Unlike the take the front door off the hinges method described a couple times (Which I’ve yet to try), your method of peeling the adhesive label works, but only with WEA (Warner, Elektra, Asylum) and Columbia/Sony labels. I challenge anyone (including her) to say it’s simple with Universal / BMG CDs.
I’ve tried this method and got a broken/ripped fingernail as a result! It’s not that my nails are brittle but they just aren’t as hard as most others, I guess. Sometimes I am able to open the CD packaging with fingernails, though, using that method; I’m just very leery of it especially after one tear that went down to the quick.
I must also echo others about the packaging of small electronics! I got a relatively inexpensive CD walkman ($30-40) and had a devil of a time getting it out of the welded shut plastic! Sometimes even regular scissors can’t cut through that stuff - I’ll have to look into the scissors/shears others have mentioned above, I guess.
Take the whole stack of filters and turn them inside out. This seems to fan them out a bit and makes it easier to pull off just one.
This is why I tend to have a small collection of cheap knives with serrated blades around me. When people hassle about it, I politely explain that it’s a tool of my trade, and go in depth about trying to open heat-sealed plastic covering fragile electronics. I’ve actually gotten knives into inner-city public schools that way, back when I was prepping for Y2K issues. Simple three-four slashes along the seams, and pull it all off. Works like a charm.
Wow. That works pretty well! Thanks!
I especially love it when they put the instruction manual/warranty card in the top, flat section of electronics gear so when you go to cut it open, you inadvertantly cut it in half.
Here’s something I’ve found works great for DVDs and CDs: go to your local office supply place and get some letter openers, the kind that look like this. Stick that point under one corner of the packaging and slide across. This gives you a nice big opening to tear off the rest of the cellophane.
For the stickers on the edge of a DVD, if you can’t peel them, you’ll need a nice sharp knife. Just run the tip along the opening seam. This won’t harm the disc or the packaging, and it splits the stickers in half. The stickers never seem to be very well stuck down along the edge of the case, so when you open the case, peel them off from your cuts. They’ll come off in one easy piece.
Now, the security tabs inside. The best thing I’ve found for those blocky plastic ones came in a tool kit my dad gave me; it’s like a long, thin metal deal, with a tiny hook on the end, kind of like the tool a dentist uses to scrape tartar off your teeth. I stick the hook into one narrow end of the plastic block (they’re mostly hollow) and slide the shaft in almost to the other end, being careful not to cut it. Then, I pry it up like a lever, and the sticker comes off in a snap. This same tool also works great on the cellophane and the stickers, so it’s basically all I need to get my DVDs open.
My husband gave me a really cool KitchenAid garlic press for Xmas. It was in one of those damned molded, fully-welded plastic things. I got it started with my kitchen shears, then decided to “save time” by strong-arming it and just trying to rip it open. Fucking plastic slit my palm right open like a scalpel. It took several weeks to heal completely.
But for sheer overpackaging, baby toys are the worst. Shrink wrap over a cardboard box, containing a molded plastic covering over the toy and a separate cardboard backing, to which the toy is cinched with (if you’re lucky) industrial twist-ties or (if you’re not) metal-cored straps which require a wire-cutter to remove.
I did get a cool CD opener free at Barnes & Noble - like this. Of course my unsuspecting husband found it, and said to himself, “What happens if I press this par - OW!”
I’m surprised, in a sue-happy society like the US, that there haven’t been a slew of lawsuits by people injuring themselves on this type of packaging.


• [WHAT THE TASK REQUIRES] Your answer should consist of all lines in the listing that hold the word "Opções".

• [DATA]
═══
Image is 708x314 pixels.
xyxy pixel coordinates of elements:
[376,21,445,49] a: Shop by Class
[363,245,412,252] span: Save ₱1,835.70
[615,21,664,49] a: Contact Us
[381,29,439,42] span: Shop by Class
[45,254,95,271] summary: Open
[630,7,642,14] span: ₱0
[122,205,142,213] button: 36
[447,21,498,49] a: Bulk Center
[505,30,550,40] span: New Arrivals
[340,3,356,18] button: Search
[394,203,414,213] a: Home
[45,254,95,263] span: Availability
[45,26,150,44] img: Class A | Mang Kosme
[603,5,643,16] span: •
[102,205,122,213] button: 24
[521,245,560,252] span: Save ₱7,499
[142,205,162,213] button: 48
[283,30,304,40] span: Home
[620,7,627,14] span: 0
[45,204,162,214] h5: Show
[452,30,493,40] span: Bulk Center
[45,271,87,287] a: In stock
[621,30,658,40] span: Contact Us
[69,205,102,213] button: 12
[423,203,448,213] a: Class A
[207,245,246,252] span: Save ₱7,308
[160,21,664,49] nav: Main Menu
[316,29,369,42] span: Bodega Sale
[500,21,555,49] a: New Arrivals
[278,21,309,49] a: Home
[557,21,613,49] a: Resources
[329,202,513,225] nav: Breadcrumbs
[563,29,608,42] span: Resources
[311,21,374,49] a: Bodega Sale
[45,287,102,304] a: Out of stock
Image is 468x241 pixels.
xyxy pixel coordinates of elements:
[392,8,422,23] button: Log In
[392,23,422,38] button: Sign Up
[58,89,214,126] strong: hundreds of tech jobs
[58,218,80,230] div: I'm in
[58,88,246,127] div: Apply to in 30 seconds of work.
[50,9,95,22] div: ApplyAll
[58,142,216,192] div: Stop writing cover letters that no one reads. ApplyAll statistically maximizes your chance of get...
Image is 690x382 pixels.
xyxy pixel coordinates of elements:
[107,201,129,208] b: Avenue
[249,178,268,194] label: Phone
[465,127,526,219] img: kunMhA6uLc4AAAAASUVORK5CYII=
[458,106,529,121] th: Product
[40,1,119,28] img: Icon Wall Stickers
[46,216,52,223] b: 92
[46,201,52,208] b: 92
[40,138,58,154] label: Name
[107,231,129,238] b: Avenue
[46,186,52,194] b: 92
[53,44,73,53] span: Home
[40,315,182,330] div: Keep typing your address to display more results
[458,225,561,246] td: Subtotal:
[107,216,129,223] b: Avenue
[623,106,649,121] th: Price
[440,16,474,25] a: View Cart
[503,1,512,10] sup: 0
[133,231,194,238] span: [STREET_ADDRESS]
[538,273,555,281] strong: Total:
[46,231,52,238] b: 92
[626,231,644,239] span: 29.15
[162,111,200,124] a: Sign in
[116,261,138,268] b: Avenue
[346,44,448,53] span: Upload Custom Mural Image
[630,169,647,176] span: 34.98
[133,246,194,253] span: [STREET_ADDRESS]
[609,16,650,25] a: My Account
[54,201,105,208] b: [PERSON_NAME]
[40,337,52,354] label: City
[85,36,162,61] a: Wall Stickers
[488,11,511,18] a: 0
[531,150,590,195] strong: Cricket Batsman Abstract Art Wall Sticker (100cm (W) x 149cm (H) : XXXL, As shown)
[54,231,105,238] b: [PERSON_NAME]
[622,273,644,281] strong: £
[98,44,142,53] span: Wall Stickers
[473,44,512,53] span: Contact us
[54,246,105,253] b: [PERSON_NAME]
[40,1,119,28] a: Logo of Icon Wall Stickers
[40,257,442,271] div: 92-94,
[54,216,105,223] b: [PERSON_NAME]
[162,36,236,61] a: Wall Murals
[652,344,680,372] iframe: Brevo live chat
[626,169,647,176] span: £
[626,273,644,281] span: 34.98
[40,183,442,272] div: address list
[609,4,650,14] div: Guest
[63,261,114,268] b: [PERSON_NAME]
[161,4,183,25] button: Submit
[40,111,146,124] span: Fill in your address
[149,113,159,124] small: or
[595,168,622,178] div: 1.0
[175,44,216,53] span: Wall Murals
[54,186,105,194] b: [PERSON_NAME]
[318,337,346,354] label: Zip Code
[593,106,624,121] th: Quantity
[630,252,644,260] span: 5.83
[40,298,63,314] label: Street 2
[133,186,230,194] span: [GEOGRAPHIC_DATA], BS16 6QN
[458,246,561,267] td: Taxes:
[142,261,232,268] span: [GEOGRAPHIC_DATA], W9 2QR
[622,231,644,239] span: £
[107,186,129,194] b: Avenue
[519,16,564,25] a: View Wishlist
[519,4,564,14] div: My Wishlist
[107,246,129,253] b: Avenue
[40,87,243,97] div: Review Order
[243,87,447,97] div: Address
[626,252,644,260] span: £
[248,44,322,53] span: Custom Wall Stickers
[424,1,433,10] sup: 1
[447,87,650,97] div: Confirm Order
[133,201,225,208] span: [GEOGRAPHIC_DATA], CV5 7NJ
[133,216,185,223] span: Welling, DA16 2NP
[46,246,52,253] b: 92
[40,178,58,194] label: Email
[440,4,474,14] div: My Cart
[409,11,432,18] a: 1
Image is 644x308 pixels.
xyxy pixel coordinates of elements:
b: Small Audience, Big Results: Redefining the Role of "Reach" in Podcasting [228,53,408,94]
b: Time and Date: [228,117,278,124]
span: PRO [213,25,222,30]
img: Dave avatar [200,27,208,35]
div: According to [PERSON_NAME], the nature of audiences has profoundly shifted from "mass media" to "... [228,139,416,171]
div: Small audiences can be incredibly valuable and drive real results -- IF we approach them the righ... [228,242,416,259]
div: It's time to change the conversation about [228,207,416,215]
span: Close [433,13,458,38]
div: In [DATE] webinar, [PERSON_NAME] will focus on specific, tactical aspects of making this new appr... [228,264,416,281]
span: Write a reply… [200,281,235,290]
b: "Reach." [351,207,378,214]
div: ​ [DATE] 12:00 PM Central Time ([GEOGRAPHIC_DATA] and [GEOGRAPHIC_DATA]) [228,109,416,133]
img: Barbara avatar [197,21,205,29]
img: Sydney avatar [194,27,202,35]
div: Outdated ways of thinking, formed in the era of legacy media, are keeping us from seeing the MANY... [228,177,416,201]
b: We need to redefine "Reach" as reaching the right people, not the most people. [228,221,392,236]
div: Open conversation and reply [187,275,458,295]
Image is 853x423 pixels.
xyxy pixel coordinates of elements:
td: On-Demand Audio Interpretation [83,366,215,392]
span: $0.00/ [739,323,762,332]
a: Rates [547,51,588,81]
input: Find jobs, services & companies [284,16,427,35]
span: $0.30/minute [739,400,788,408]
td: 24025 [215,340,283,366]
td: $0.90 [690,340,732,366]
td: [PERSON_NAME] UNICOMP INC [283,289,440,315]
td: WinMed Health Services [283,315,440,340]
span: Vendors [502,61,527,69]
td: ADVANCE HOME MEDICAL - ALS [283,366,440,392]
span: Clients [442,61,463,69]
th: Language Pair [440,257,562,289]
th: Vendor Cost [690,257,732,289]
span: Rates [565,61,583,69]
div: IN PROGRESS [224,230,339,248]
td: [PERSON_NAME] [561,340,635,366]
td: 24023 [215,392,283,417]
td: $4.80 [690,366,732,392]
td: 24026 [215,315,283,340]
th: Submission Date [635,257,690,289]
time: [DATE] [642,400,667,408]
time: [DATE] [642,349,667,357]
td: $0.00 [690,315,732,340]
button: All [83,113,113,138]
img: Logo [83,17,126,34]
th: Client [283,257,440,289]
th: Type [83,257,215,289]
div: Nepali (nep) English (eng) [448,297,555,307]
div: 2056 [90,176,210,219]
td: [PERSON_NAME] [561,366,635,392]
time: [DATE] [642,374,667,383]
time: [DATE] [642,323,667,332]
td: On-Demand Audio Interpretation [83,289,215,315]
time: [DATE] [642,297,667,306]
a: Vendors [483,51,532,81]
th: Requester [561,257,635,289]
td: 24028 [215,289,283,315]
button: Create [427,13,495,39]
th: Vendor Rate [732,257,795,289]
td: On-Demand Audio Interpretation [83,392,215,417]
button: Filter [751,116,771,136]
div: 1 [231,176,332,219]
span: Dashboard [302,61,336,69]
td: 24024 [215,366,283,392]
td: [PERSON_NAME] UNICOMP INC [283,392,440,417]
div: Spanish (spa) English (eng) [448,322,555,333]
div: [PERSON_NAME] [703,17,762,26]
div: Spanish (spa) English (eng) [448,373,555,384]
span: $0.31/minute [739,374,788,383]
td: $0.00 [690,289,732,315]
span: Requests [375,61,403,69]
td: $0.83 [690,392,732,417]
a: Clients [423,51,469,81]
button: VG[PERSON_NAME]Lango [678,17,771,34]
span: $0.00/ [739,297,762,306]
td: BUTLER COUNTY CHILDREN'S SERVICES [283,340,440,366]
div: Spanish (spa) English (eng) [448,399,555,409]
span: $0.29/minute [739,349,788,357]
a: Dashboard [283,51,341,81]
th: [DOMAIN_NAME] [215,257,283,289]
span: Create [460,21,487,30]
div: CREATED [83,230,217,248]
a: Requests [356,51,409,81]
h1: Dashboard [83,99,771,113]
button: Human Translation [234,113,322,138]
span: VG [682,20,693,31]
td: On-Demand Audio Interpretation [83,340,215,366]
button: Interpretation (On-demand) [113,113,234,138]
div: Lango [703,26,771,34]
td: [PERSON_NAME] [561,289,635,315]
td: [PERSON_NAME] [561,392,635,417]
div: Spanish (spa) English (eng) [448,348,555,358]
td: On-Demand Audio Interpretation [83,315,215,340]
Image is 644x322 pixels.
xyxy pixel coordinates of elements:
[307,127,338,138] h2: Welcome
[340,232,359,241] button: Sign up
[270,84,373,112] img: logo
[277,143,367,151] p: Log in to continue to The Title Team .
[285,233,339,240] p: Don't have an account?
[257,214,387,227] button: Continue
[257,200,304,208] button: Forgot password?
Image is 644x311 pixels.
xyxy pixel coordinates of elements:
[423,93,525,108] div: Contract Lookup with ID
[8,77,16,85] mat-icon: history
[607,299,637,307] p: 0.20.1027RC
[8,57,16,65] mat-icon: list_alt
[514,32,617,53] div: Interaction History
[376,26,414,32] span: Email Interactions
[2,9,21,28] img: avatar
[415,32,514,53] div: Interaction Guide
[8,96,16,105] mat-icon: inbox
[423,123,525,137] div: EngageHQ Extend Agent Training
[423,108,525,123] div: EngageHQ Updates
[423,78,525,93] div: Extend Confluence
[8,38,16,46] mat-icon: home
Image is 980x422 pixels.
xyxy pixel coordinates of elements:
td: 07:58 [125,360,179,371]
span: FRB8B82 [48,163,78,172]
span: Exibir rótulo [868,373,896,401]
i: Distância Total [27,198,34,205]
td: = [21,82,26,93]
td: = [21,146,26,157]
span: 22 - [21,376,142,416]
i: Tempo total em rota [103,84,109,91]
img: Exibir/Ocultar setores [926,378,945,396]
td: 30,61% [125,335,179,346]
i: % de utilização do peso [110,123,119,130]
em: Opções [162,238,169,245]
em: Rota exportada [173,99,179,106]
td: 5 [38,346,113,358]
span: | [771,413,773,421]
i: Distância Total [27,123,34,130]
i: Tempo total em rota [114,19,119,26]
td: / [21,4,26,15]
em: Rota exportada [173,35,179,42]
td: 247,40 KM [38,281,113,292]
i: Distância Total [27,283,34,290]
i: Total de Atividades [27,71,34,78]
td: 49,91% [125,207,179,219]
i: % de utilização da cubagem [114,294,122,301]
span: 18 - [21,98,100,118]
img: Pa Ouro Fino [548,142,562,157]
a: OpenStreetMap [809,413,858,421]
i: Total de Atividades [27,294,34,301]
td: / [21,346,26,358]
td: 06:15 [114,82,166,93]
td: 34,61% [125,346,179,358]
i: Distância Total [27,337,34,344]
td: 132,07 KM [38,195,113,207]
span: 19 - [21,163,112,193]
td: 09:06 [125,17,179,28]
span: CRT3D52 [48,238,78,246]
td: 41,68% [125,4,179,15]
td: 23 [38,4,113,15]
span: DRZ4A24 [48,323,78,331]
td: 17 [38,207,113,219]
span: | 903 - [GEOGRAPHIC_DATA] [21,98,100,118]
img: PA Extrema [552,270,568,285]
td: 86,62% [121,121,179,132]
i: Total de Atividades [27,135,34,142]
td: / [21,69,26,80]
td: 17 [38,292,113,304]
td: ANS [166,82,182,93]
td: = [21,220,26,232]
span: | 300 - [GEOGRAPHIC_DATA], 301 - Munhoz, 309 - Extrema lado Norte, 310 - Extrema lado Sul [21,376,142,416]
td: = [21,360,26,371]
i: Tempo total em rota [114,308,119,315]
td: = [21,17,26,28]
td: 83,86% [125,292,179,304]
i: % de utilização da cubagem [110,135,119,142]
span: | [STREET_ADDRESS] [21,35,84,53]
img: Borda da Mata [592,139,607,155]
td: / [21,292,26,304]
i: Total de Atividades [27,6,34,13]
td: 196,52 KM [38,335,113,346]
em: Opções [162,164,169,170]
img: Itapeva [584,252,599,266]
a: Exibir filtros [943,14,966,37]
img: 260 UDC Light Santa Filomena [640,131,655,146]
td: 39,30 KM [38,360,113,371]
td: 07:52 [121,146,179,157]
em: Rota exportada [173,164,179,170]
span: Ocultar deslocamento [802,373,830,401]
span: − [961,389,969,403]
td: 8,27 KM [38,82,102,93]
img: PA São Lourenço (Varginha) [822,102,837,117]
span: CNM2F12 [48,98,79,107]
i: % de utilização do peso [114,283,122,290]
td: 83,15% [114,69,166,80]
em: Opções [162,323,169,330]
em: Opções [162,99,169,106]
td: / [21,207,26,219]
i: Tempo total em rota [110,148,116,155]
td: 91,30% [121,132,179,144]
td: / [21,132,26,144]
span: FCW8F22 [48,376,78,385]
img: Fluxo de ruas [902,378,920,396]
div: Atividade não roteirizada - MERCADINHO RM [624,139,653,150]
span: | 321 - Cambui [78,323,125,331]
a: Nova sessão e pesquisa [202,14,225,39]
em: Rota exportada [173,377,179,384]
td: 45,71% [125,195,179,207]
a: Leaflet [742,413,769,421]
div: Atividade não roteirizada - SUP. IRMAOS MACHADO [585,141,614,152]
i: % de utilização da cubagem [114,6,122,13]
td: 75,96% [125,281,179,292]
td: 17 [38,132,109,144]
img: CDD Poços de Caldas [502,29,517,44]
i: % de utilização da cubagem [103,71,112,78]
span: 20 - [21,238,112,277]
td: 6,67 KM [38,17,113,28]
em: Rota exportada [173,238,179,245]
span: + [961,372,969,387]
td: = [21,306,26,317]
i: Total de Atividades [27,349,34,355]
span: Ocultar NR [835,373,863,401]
═══
• [WRITTEN ANSWER]
em: Opções [162,238,169,245]
em: Opções [162,164,169,170]
em: Opções [162,323,169,330]
em: Opções [162,99,169,106]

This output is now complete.